Covenants are an important feature of loan contracts that enable ongoing monitoring of borrowers by banks and flexible renegotiation of contract terms in the face of changing external and borrower conditions. A large body of empirical research has examined the consequences of loan covenant violations for public firms. However, little is known about how banks react to covenant violations by private companies, despite the large share of these firms in the economy. Any reduction in access to loans is likely to have a more direct impact on investment and employment for private firms since they are primarily reliant on banks for financing. In a new paper based on supervisory data on syndicated loans, we compare the impact of violations across public and private firms and show that access to bank loans becomes less assured and more collateral-dependent for private firms, especially as firm risk increases and economic conditions deteriorate.
We use supervisory data obtained from examiner reviews of syndicated loans, undertaken annually under the Shared National Credit program, to examine how contingent access to funding is for both types of firms. Our 2006-2012 data covers the recent recession and contains information on the covenant compliance and collateral information for higher-risk syndicated loans, typically borrowers who are below investment grade. Firms range in size from $100 million in assets to over $3 billion in assets, with about 30% of observations corresponding to public firms. Though the median public firm is larger than the median private firm, we find that the data contains a good mix of public and private firms both above and below $1 billion in assets. The data contains about 13,000 loan year-observations and firms are not compliant with covenant terms in about 23% of the loan-year observations in our sample. We have information about several loan characteristics, firm size, leverage, internal loan ratings as well as firm-level probability of default estimates enabling us to identify separately the effect of the public-private status of a firm on bank decisions after violations.
We show that banks offer waivers or amend covenant terms after violations to 85% of the public firm violators, but only around 60% of private firm violators receive waivers/amendments. There remains a fairly large difference in the likelihood of obtaining a waiver/amendment among public and private firms even when we control for other differences between them such as in default risk, firm size, and others.
While private firms face more credit constraints than public firms throughout our sample period as seen below, the magnitude of credit cuts is more severe during the 2007-2009 recession, when more firms violate covenants, bank lending standards become tighter and collateral values reduce. Though public firms also face increased credit cuts during the initial part of this recession, they fare much better once the credit conditions ease in 2009. Note that very few public firms violate covenants in 2011, and thus there is some statistical noise in the outcome measure for this year.
Consistent with this logic, we find that private firms face less severe credit cuts after violations when they have better access to outside funding. Large private firms fare much better than smaller private firms. Private firms that are externally rated (by Moody’s or S&P) face fewer and smaller loan limit reduction relative to similar-sized but unrated private firms. Similarly, private firms that have a longer history of borrowing money from the syndicated loan market fare better after violations relative to firms entering the market more recently.
Furthermore, since collateral can serve to align incentives of borrowers with banks and also protect banks against losses in the event of default, we examine whether over-collateralized loans fare better than loans that are unsecured or partially secured, for public and private firms. We find that the extent of limit cuts or balance reduction faced by private firms is smaller, when they can provide more collateral. For example, when loans are partially secured (with loan to value above 70%), private firms face on average a reduction of 1,200 bps in their loan limit to assets ratio, whereas the reduction is only about 400 bps for over-collateralized loans to private firms. The impact of collateral on continued credit access is much smaller for public firm violators. Further, collateral does not make much difference to outcomes for non-violators. Thus, collateral acts as another mechanism through which private firms can become more credit constrained than public firms.
By conducting the first investigation of the impact of covenant violations on credit access for private firms, we contribute to the existing literature in two ways. Our results illustrate that access to the public markets can influence bank intermediation during renegotiation and that refinancing flexibility and collateral can act as substitutes in enabling firms to retain access to loans after violations. Secondly, we show that the credit channel and the collateral channel can interact together in magnifying credit constraints faced by private firms during recessions.
The preceding post comes to us from Irina Barakova, Mohammad Nazmul Hasan and Harini Parthasarathy. All of the authors are with the Economics Department of the Office of the Comptroller of the Currency. The analysis and conclusions set forth are those of the authors and do not represent the views of any other members of Economics Department or the Office of the Comptroller of the Currency.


**Assigned task**
For this task, copy all of the data below exactly and skip the pictures.

**Extracted entries**
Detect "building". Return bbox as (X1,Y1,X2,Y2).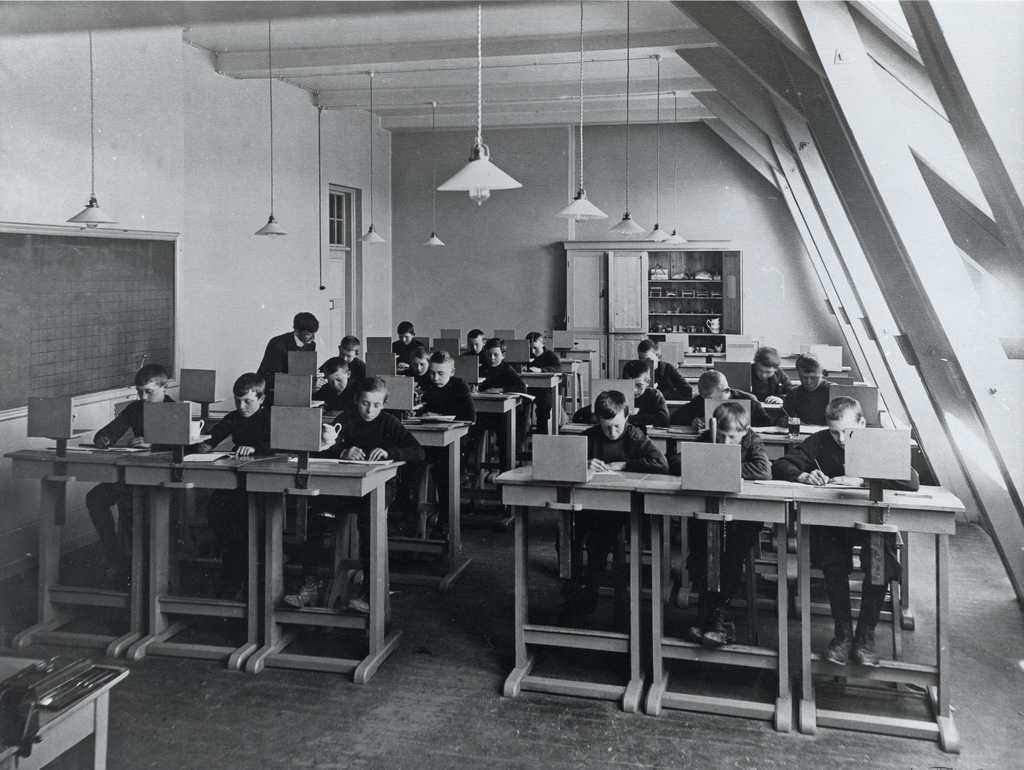
(0,0,1023,762).
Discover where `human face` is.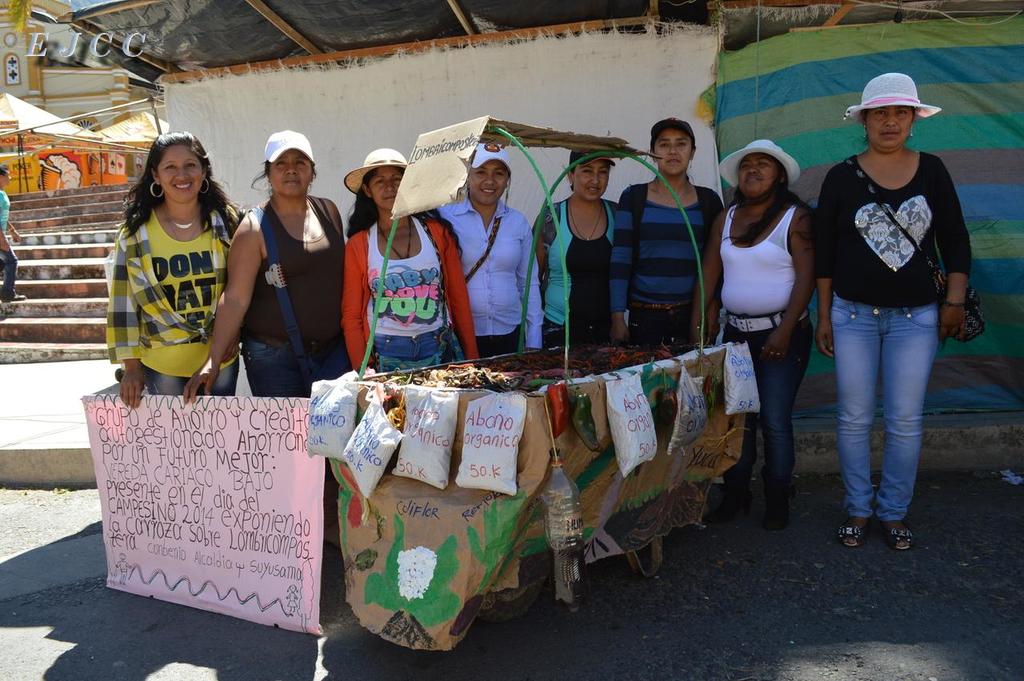
Discovered at 468 167 511 198.
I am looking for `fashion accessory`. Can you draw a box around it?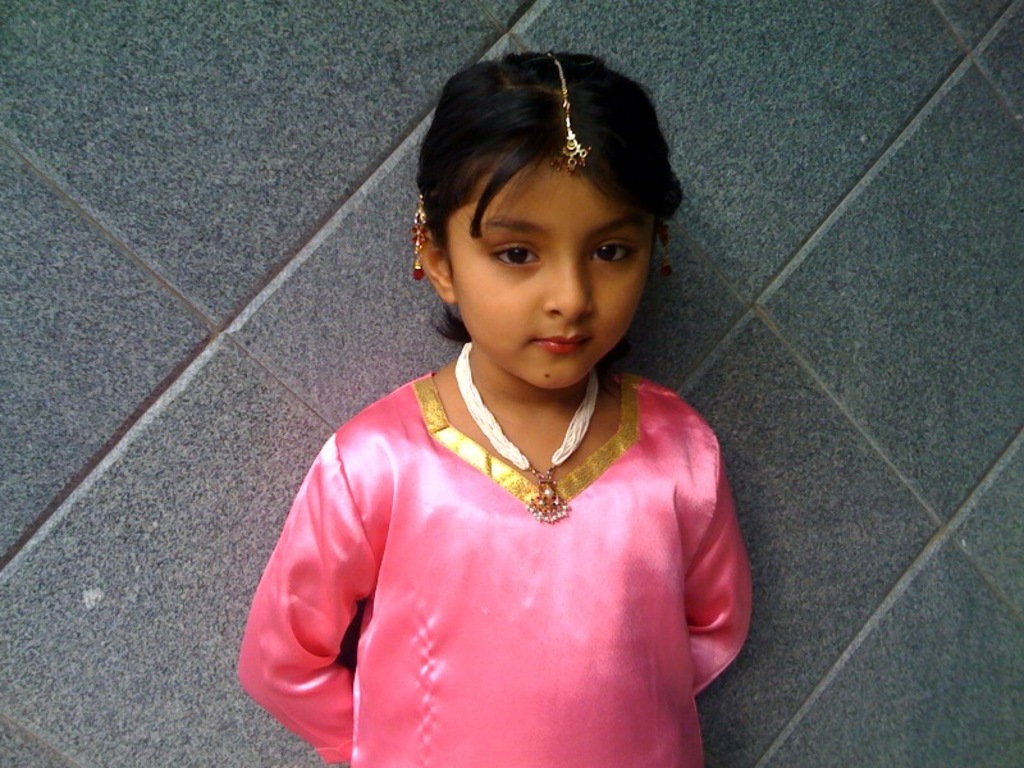
Sure, the bounding box is detection(453, 340, 604, 526).
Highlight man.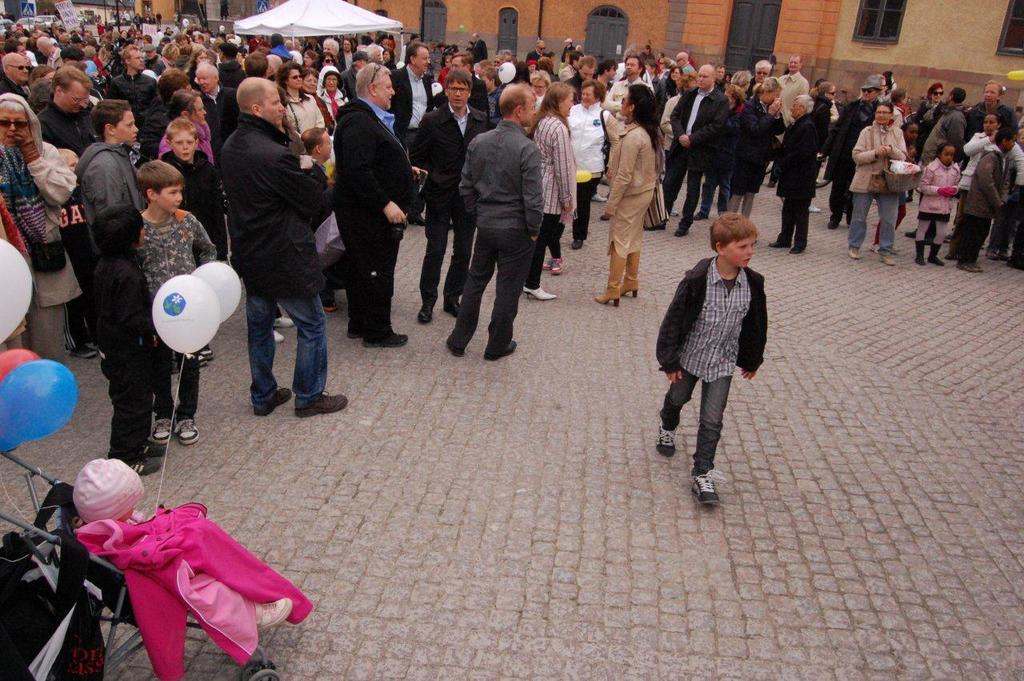
Highlighted region: locate(41, 33, 61, 61).
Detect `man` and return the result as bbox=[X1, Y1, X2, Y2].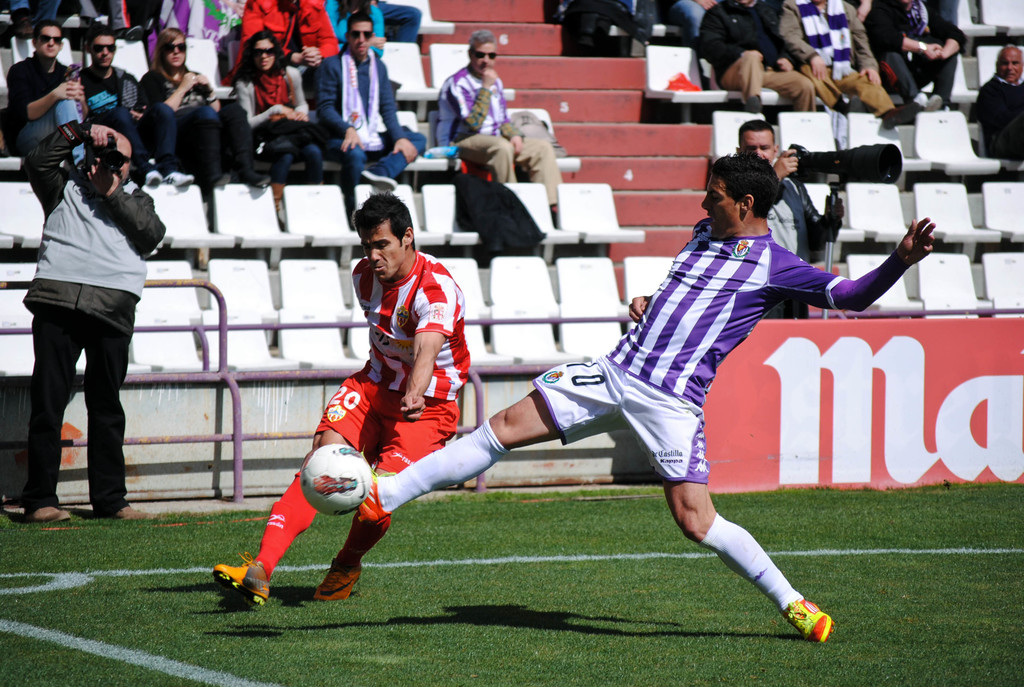
bbox=[218, 0, 337, 83].
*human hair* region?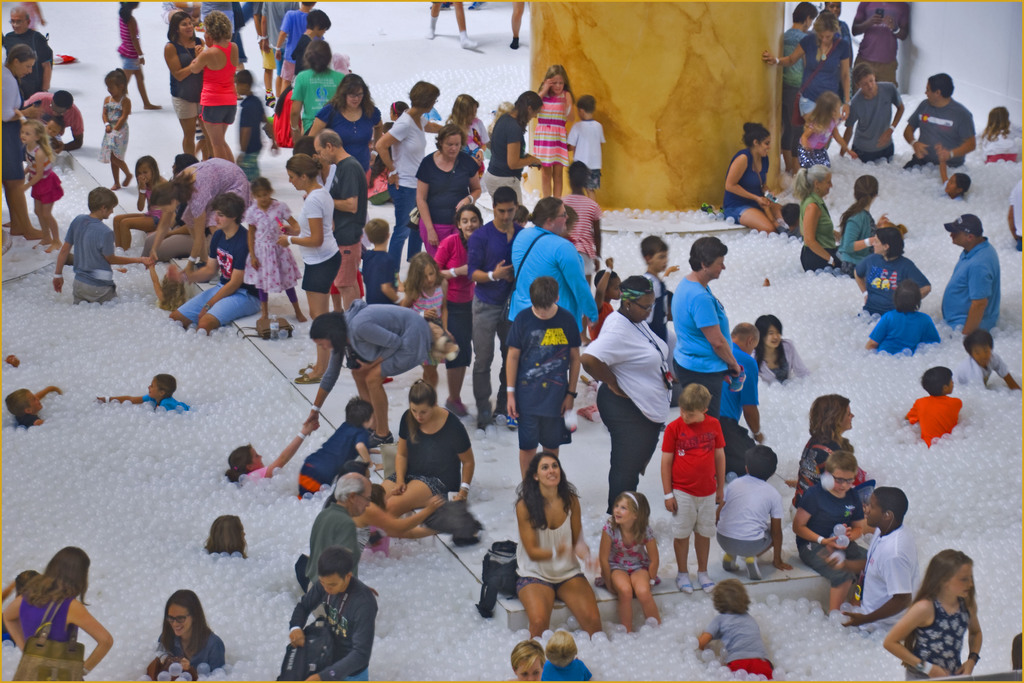
crop(806, 90, 839, 134)
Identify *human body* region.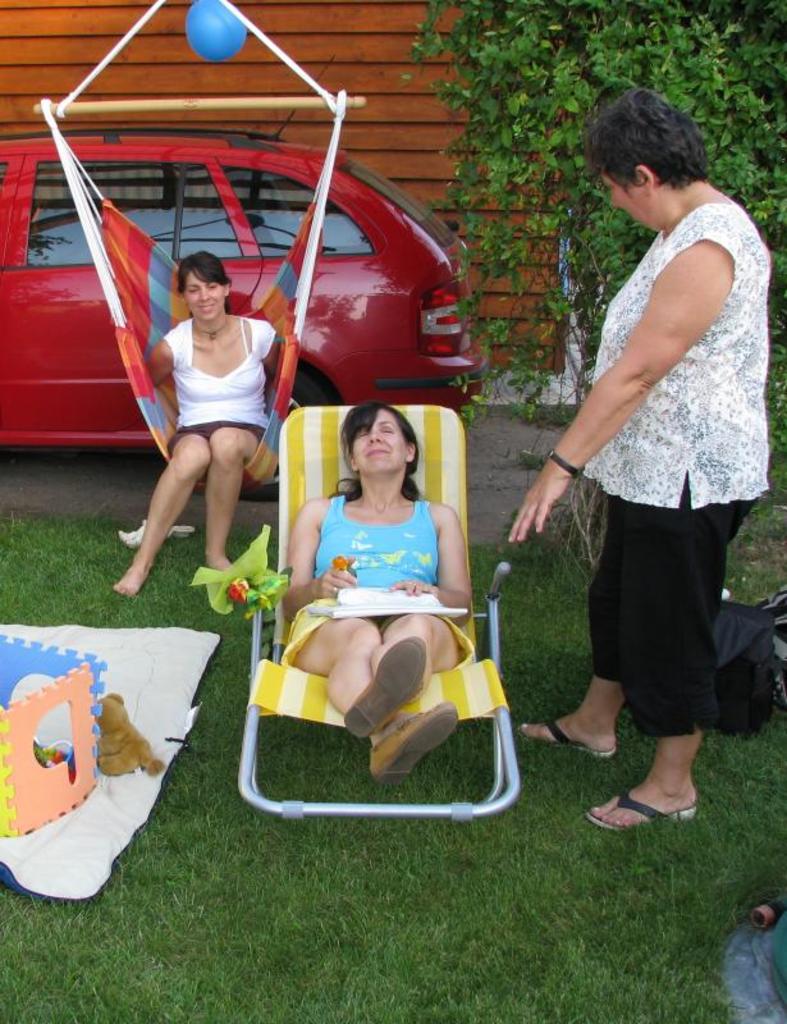
Region: [530,119,754,755].
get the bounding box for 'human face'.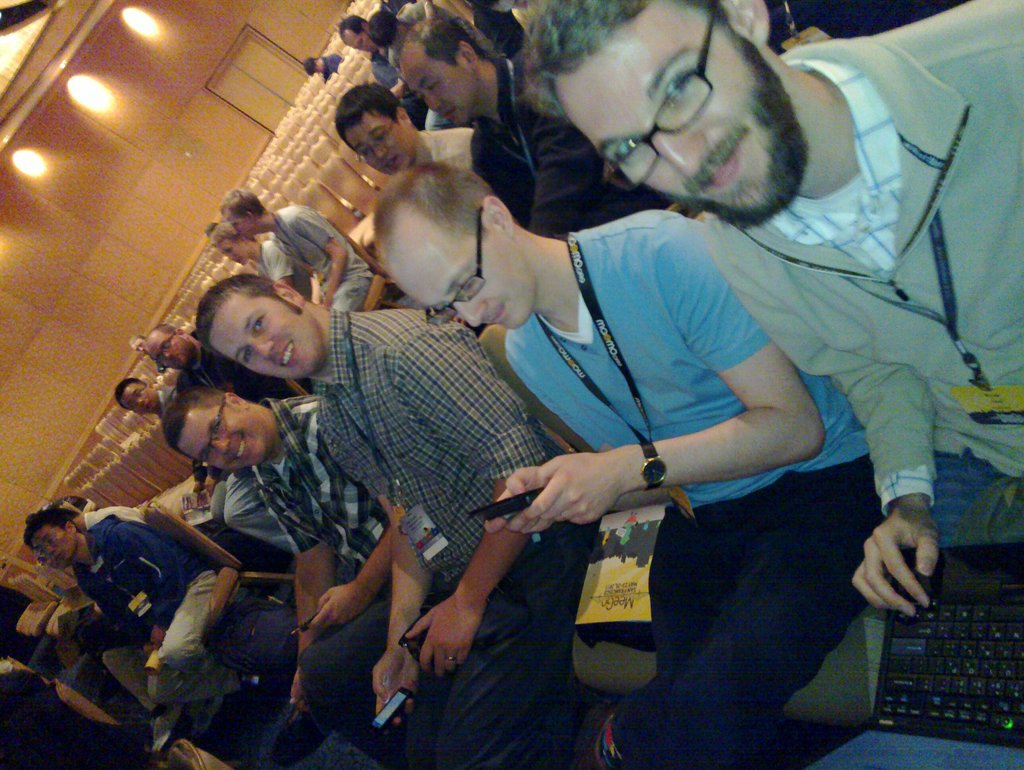
{"x1": 405, "y1": 58, "x2": 466, "y2": 125}.
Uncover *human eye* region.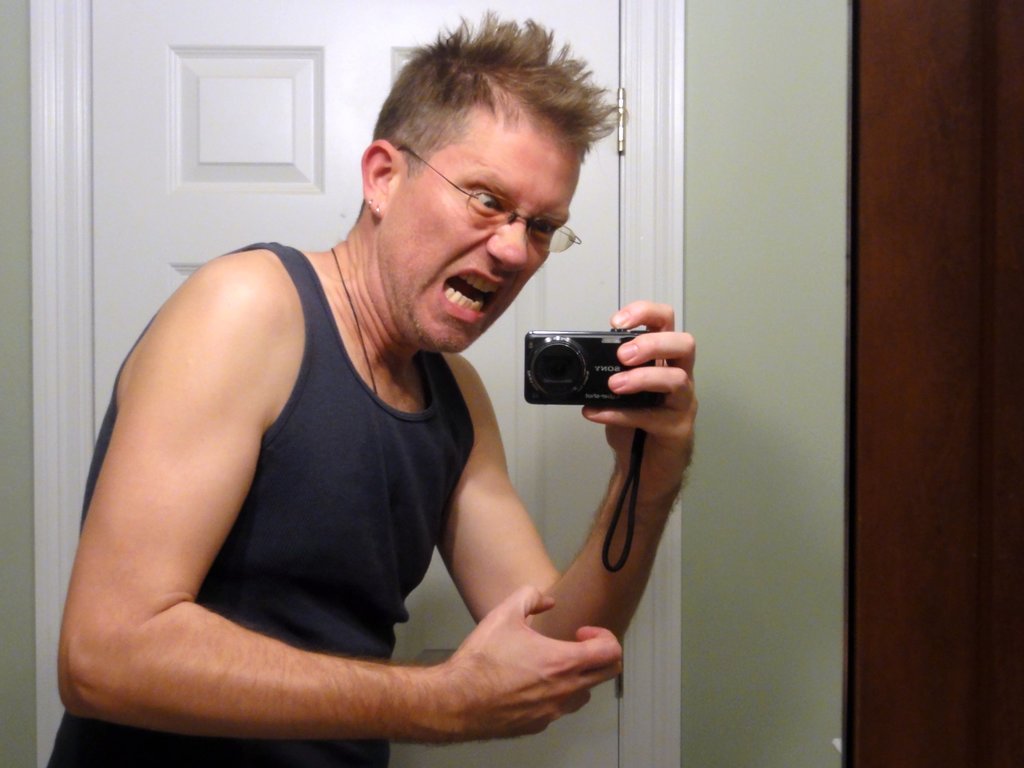
Uncovered: [466,183,505,214].
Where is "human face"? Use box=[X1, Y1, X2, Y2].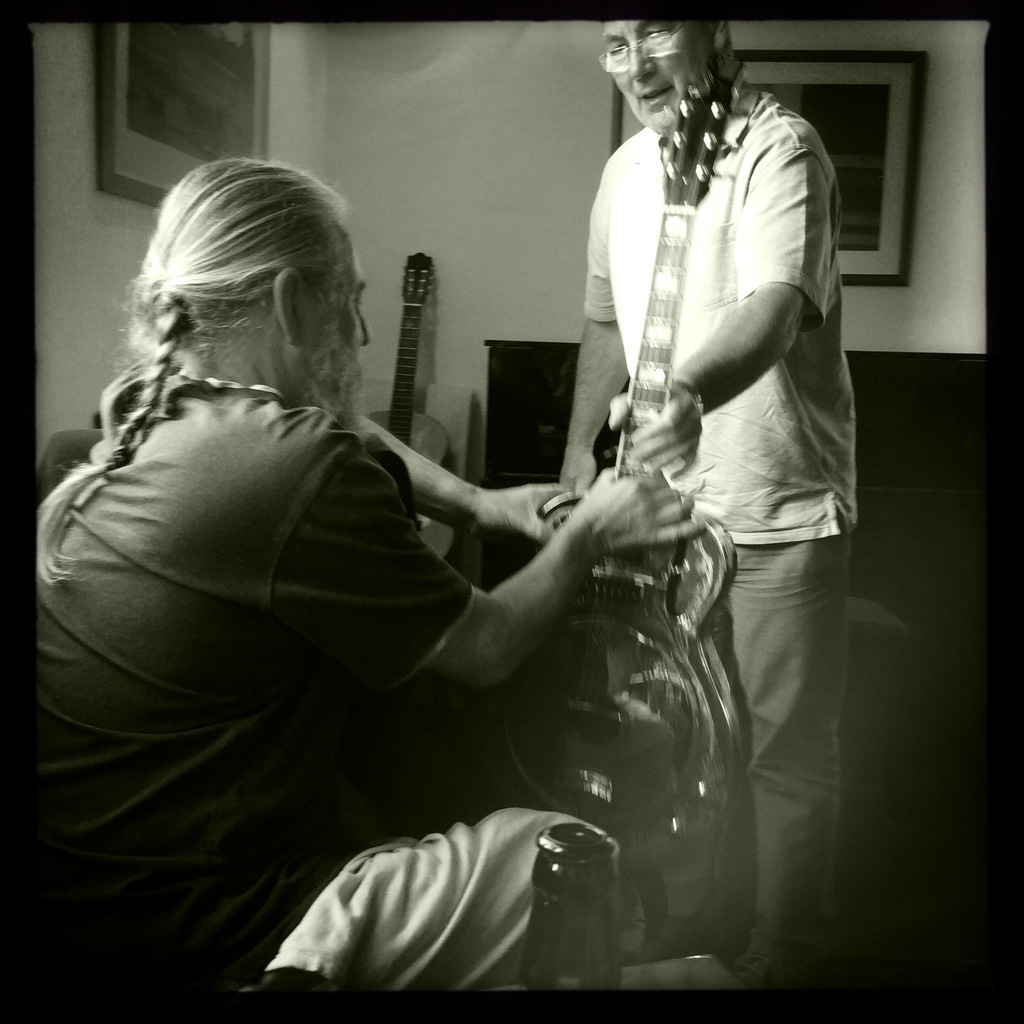
box=[607, 19, 712, 138].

**Answer area**
Detect "building". Return bbox as (X1,Y1,X2,Y2).
(0,0,1023,762).
Discover where `human face` is.
Discovered at 468 167 511 198.
I am looking for `fashion accessory`. Can you draw a box around it?
Sure, the bounding box is detection(453, 340, 604, 526).
Highlight man.
Highlighted region: locate(41, 33, 61, 61).
Detect `man` and return the result as bbox=[X1, Y1, X2, Y2].
bbox=[218, 0, 337, 83].
*human hair* region?
crop(806, 90, 839, 134)
Identify *human body* region.
Region: [530,119,754,755].
get the bounding box for 'human face'.
{"x1": 405, "y1": 58, "x2": 466, "y2": 125}.
Uncover *human eye* region.
Uncovered: [466,183,505,214].
Where is "human face"? Use box=[X1, Y1, X2, Y2].
box=[607, 19, 712, 138].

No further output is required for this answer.